INFERRING THE TIMING OF MEGACRYST GROWTH AND INTERNAL DIFFERENTIATION IN THE WHITNEY PLUTON, EASTERN SIERRA NEVADA, CALIFORNIA
At least three large granite porphyry dikes cut the pluton and the mineral assemblages and compositions of these dikes suggest they sample magmas from deeper in the pluton that rose into fractures in its solid carapace and the surrounding wall rocks 0.8-1.1 Ma after crystallization at the exposed level. The sizes and shapes of af crystals preserved in the dikes are correlated: large crystals are faceted whereas small ones are anhedral and round. This is a signature of textural coarsening (Holness, Con. Min. Pet., 2018), a process that can occur when heating leads to preferential dissolution of small crystals and subsequent cooling leads to precipitation of the dissolved material onto the larger surviving grains (Johnson and Glazner, Con. Min. Pet, 2010).
Coarsening of af due to repeated dissolution-precipitation is consistent with Moore and Sisson’s proposal that episodic recharge heated and stirred up crystals in the magma reservoir of the central Whitney pluton. The constancy of megacryst sizes across this body suggests, however, that megacrysts grew relatively early and that only after the dynamic process of recharge had begun to wane did differentiation become dominant.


■ Instructions to follow: Look through the data for the string "substantially". Copy every line where it is found.

■ Records supplied:

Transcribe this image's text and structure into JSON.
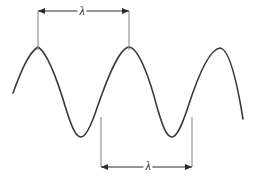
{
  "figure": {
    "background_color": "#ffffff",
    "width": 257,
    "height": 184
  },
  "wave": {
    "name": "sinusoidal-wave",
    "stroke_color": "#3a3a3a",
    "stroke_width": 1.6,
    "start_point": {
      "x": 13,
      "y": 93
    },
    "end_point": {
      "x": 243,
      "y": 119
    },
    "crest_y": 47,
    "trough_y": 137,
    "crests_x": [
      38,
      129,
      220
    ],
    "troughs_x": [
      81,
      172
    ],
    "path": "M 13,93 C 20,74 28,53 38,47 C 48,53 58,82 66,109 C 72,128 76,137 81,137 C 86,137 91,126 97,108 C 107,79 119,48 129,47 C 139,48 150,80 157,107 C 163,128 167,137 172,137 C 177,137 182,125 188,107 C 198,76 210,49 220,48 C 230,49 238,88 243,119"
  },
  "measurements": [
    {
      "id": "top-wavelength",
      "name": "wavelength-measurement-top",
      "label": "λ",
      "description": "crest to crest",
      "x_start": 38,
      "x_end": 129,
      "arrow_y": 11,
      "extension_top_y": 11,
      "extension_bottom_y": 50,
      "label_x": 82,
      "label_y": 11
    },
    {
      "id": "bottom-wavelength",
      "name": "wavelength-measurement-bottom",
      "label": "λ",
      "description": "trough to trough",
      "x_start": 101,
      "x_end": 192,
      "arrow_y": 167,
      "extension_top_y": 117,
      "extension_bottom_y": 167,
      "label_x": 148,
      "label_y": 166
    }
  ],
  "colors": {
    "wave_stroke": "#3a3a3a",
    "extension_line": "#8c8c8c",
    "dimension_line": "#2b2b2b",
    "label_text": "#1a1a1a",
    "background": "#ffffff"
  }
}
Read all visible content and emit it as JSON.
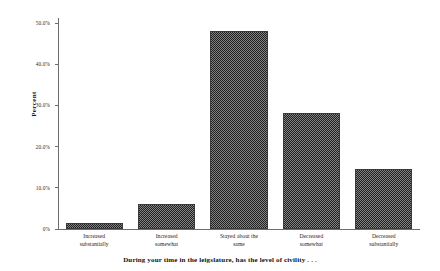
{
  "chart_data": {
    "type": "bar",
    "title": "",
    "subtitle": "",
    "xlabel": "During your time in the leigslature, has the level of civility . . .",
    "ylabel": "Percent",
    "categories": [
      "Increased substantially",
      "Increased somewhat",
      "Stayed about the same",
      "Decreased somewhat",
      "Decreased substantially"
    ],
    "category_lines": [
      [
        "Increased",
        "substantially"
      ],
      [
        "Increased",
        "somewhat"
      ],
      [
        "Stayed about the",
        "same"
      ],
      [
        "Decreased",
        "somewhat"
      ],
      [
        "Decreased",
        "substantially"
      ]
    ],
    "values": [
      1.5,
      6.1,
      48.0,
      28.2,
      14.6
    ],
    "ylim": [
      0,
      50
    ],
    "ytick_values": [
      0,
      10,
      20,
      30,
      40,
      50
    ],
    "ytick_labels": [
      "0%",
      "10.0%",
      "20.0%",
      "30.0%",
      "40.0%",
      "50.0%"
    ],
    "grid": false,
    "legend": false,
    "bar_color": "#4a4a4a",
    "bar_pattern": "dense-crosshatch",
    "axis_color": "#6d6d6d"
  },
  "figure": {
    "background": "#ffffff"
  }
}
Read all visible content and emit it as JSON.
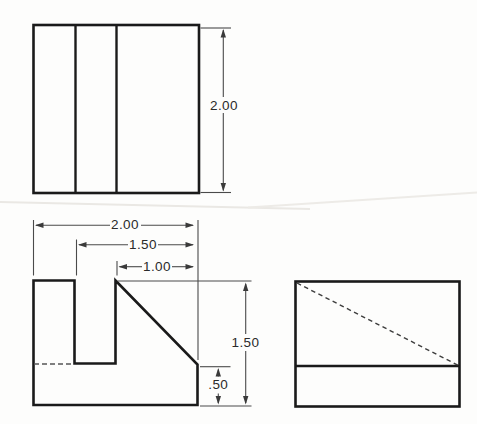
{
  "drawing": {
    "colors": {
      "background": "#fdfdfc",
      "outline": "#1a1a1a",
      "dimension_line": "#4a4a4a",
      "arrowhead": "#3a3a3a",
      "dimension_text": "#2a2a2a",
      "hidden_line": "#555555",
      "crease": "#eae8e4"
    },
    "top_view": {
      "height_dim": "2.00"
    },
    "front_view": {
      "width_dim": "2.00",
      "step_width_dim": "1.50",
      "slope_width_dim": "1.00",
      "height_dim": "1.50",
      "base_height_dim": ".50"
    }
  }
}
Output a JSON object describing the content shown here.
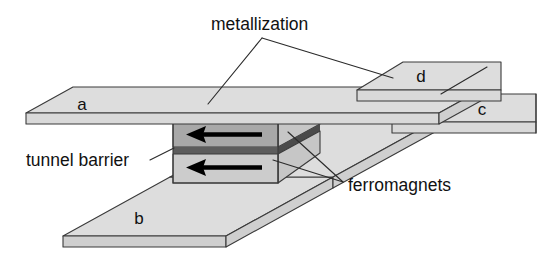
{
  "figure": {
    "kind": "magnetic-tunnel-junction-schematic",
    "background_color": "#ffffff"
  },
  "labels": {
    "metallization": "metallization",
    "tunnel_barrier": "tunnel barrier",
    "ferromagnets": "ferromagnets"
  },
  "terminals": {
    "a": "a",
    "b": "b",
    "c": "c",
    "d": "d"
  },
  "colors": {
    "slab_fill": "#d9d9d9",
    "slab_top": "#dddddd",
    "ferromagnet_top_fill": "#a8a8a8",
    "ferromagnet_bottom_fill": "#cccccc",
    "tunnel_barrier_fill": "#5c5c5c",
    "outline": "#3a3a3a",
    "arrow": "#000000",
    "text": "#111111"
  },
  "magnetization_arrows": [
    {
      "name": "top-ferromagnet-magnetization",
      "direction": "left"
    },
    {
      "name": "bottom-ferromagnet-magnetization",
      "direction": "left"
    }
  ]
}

■ Finished exercise:
      "Increased substantially",
      "Decreased substantially"
        "substantially"
        "substantially"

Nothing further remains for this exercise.